Apple might not agree, but folding phones have a lot to offer.
Experts say that while you might not have one yet, a foldable phone could be in your future. And there’s a lot to look forward to.
With Samsung’s recent announcement of not one, but two new foldable phones, it’s the big player in a market that’s still taking shape. That is to say that Samsung is one of a handful of companies offering foldable phones for sale in the country, but experts expect that to change soon enough. Apple will surely join the fray, and not before time.
“More than anything else, foldables reintroduce an element of fun that was missing in the handset industry in the last five years,” Harish Jonnalagadda, a senior editor at Android Central, tells Lifewire via WhatsApp message. They point to the fact that smartphones have looked largely the same for some time.
The Case for Bendy Phones
Once little more than science fiction, you can now go to a store and walk out with a phone that folds in the middle. The Galaxy Z Fold 4 and Galaxy Z Flip 4 are now the fourth generation of Samsung’s foldables, a rate of iteration that has allowed Samsung to build on its initial success and improve on its failures.
Foldable phones generally come in two flavors: A phone similar to the flip phones of the early 2000s, like a traditional smartphone that folds in the middle to become half the size. Or something more akin to a small tablet that can close and turn into something the size of a traditional smartphone. With the second type, buyers get tablet-like apps and improved multitasking, but in a form factor, they can take anywhere.
“There’s the fact that they’re better for portability; the ability to fold a screen in half is highly convenient. Or in the case of the Galaxy Z Fold 4, having a device with a fold-out screen that rivals small tablets is highly desirable for multitasking and productivity,” adds Jonnalagadda. Samsung caters to people who want both.
The result is a popular phone pairing, with two updated models likely to increase traction in a market that saw 2.2 million foldable devices ship in the first quarter of 2022. That might not sound like a lot compared to the hundreds of millions of iPhones Apple sells, but it’s a big deal.
Of those 2.2 million foldables, Samsung’s Galaxy Z Fold 3 accounted for more than half—51% of all foldable phones sold in the quarter carried that name. That success meant Samsung controlled 74% of the market—a market in which it’s the biggest fish of all.
Strong deals aren’t harming Samsung’s sales, either. Windows Central’s Daniel Rubino recently noted that upgrading to a new Galaxy Z Flip 4 would cost just $99. A deal he called “absurdly good.” Others have reported similarly impressive upgrade offers directly from Samsung, with carriers also offering deals on contracts.
Apple’s Waiting Game
Apple is the obvious name missing from the foldable market so far, although rumors continue to swirl that it will launch a folding iPhone of its own soon enough. We might have to wait until 2025 for it to happen, but it’s a market Apple will likely be unable to resist forever.
The reasons customers might want to own a folding iPhone are many and varied, and they’re the same reasons that people who own foldable Android phones love them so much.
There’s the fact that they’re better for portability; the ability to fold a screen in half is highly convenient.
iMore senior editor Christine Romero-Chan previously made the case for a foldable iPhone, saying that wearing women’s jeans and leggings makes pocketing a big iPhone difficult. An iPhone that folded to become half its size would definitely help there, all while maintaining the premium features she’s come to rely on.
For iPhone users, the wait goes on, but Jonnalagadda says they expect foldables will “gather further momentum as other manufacturers join the fray.” Apple is the other shoe everyone is expecting to drop.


In the records below, find each line containing the word "crimson" and copy it.

**Saved data entries:**
____________
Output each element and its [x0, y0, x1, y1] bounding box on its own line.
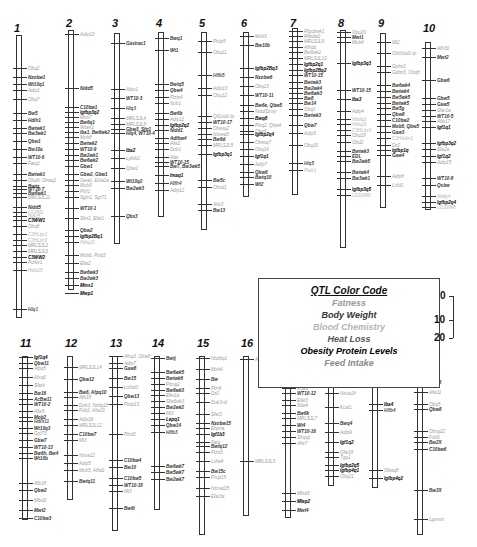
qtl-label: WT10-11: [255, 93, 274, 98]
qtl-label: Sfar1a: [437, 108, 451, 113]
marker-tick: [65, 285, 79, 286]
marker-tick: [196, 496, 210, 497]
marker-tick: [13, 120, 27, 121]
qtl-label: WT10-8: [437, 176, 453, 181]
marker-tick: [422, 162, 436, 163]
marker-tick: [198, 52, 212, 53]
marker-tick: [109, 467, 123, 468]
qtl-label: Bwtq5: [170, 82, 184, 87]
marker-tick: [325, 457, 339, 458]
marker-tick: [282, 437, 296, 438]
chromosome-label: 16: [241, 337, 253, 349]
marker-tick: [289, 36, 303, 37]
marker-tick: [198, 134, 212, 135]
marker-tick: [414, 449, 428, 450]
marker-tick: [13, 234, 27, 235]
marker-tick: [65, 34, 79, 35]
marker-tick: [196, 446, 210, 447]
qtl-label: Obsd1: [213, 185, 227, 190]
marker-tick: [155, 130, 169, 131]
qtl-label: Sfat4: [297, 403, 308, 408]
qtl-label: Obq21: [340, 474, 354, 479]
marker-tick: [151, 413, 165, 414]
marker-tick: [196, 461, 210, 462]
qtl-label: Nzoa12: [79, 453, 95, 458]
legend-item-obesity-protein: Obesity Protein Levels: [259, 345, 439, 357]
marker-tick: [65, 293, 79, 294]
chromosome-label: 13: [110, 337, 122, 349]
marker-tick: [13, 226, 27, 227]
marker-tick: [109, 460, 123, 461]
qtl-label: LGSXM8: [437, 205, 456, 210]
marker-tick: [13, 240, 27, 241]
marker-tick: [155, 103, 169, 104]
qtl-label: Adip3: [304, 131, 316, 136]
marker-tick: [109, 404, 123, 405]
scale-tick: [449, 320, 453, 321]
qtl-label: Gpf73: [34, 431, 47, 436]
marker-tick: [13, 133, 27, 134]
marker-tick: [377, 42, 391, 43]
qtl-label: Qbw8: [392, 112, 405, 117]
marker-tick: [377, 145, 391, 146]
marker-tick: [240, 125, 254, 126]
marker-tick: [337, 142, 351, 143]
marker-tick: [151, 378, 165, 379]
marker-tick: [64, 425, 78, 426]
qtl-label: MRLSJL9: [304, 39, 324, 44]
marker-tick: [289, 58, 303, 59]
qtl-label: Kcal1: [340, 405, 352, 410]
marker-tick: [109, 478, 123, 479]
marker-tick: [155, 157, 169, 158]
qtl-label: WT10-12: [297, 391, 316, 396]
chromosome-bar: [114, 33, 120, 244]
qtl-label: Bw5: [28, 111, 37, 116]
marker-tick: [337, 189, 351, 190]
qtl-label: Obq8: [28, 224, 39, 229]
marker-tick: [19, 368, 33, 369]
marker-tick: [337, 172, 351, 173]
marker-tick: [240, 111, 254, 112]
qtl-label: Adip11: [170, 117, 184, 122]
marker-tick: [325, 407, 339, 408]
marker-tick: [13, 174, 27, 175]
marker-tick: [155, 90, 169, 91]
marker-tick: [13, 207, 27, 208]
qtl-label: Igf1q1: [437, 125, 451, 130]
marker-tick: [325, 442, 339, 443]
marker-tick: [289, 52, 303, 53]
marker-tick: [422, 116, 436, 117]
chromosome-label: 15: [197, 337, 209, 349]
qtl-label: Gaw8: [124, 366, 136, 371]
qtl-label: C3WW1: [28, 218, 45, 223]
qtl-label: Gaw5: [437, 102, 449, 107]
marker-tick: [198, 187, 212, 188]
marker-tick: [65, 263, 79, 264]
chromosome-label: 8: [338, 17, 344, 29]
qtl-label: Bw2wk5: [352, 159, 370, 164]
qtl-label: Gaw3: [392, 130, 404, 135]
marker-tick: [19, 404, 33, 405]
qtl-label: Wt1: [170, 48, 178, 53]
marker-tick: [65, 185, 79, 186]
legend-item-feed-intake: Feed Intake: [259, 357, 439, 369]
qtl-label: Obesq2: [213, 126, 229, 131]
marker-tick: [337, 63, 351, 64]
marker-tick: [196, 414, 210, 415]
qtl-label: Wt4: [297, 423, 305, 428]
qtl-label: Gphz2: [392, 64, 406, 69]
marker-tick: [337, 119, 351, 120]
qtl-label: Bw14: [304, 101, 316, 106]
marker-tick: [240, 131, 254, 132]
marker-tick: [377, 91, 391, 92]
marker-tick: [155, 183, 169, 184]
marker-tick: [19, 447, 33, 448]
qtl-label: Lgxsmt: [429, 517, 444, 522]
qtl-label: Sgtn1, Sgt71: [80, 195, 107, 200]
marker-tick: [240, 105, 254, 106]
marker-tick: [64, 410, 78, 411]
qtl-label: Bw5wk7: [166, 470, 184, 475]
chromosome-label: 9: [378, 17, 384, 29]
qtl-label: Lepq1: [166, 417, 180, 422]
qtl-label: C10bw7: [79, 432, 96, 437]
____________
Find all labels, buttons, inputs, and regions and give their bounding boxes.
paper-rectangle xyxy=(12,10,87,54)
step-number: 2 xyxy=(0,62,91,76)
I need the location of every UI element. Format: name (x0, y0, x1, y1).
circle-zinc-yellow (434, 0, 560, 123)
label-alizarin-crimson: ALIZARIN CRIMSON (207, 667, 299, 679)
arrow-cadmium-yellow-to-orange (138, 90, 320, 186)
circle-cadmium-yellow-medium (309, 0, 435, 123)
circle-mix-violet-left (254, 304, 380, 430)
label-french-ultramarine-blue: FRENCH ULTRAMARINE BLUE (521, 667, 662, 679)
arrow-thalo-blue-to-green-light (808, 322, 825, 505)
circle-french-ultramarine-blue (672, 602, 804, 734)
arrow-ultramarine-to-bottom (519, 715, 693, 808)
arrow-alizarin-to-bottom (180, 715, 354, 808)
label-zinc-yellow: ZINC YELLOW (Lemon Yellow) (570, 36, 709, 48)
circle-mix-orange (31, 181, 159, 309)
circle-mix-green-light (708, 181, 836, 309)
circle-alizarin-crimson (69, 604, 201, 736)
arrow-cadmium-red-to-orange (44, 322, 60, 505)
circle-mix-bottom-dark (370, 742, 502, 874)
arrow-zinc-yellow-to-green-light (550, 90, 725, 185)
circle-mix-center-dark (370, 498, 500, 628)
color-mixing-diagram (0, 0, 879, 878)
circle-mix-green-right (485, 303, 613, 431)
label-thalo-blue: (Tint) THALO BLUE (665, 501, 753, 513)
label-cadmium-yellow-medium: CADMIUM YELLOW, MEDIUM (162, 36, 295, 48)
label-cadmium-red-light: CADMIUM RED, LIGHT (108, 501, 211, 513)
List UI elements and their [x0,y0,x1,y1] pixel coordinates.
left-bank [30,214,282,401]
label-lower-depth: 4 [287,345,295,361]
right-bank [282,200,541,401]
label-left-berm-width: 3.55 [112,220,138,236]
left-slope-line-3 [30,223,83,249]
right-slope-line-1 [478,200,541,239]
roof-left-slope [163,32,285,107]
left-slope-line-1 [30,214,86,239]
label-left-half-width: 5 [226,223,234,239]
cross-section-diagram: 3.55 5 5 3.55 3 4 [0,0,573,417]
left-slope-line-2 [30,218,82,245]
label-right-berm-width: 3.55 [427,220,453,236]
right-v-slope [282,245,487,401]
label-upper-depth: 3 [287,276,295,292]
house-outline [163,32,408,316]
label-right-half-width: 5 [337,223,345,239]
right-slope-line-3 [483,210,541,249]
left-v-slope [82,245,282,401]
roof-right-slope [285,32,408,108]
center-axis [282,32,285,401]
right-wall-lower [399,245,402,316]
____________
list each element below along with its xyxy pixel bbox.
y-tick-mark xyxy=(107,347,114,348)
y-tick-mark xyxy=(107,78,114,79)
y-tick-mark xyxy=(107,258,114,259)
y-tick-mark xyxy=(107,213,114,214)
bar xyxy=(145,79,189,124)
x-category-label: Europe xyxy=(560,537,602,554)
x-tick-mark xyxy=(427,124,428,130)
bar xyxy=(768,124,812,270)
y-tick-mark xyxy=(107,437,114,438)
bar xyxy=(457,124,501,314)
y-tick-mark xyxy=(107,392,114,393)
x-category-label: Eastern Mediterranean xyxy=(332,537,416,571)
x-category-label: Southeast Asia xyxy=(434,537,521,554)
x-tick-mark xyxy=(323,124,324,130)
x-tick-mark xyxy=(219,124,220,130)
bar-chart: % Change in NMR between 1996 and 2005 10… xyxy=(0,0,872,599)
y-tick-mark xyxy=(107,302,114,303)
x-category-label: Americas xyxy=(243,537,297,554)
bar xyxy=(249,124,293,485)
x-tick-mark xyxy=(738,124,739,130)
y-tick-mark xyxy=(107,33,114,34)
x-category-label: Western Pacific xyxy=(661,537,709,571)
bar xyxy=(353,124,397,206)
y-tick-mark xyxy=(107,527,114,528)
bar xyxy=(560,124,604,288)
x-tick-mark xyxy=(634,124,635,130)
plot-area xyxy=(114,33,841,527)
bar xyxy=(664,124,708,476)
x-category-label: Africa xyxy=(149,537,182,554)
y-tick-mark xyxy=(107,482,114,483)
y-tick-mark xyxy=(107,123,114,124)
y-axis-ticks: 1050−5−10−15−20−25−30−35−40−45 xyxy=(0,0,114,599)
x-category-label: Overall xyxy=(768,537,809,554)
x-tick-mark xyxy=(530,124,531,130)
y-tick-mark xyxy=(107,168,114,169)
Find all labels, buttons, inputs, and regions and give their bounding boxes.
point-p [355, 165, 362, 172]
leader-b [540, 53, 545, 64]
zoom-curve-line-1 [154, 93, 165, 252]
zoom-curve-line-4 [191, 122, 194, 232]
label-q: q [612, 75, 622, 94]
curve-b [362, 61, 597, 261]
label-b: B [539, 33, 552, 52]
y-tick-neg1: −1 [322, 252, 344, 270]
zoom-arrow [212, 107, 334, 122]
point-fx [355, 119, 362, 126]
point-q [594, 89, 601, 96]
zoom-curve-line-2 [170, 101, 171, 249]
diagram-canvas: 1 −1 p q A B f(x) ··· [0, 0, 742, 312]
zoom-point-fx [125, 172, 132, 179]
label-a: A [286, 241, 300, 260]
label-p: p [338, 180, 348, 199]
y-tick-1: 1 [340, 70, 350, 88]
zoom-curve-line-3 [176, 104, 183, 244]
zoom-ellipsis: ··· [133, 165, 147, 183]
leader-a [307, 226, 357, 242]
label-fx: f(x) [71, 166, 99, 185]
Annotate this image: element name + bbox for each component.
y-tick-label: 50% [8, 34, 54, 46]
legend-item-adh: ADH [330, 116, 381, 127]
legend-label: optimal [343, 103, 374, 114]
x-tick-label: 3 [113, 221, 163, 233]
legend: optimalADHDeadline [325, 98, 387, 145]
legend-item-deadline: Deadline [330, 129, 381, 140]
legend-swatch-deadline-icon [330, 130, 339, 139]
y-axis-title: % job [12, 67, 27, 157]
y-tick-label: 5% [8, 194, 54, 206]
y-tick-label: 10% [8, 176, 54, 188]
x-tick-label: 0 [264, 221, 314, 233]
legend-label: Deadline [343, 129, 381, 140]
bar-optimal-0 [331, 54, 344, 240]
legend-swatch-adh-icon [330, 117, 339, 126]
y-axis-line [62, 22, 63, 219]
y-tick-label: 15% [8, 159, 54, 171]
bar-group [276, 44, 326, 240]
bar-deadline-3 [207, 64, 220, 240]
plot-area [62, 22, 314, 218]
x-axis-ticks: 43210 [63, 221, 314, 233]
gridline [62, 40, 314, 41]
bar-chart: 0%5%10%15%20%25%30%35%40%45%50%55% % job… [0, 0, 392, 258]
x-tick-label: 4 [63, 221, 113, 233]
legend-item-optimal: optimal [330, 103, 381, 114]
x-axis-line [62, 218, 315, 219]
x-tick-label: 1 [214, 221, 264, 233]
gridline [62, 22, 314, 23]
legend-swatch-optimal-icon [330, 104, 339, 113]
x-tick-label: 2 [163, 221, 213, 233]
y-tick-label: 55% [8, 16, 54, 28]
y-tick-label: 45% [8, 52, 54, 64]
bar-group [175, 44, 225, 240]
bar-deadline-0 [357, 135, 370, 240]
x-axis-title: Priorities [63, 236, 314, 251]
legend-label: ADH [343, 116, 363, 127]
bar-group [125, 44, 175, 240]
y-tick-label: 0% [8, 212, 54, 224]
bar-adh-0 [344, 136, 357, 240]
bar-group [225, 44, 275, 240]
____________
**Exercise solution:**
label-alizarin-crimson: ALIZARIN CRIMSON (207, 667, 299, 679)
circle-alizarin-crimson (69, 604, 201, 736)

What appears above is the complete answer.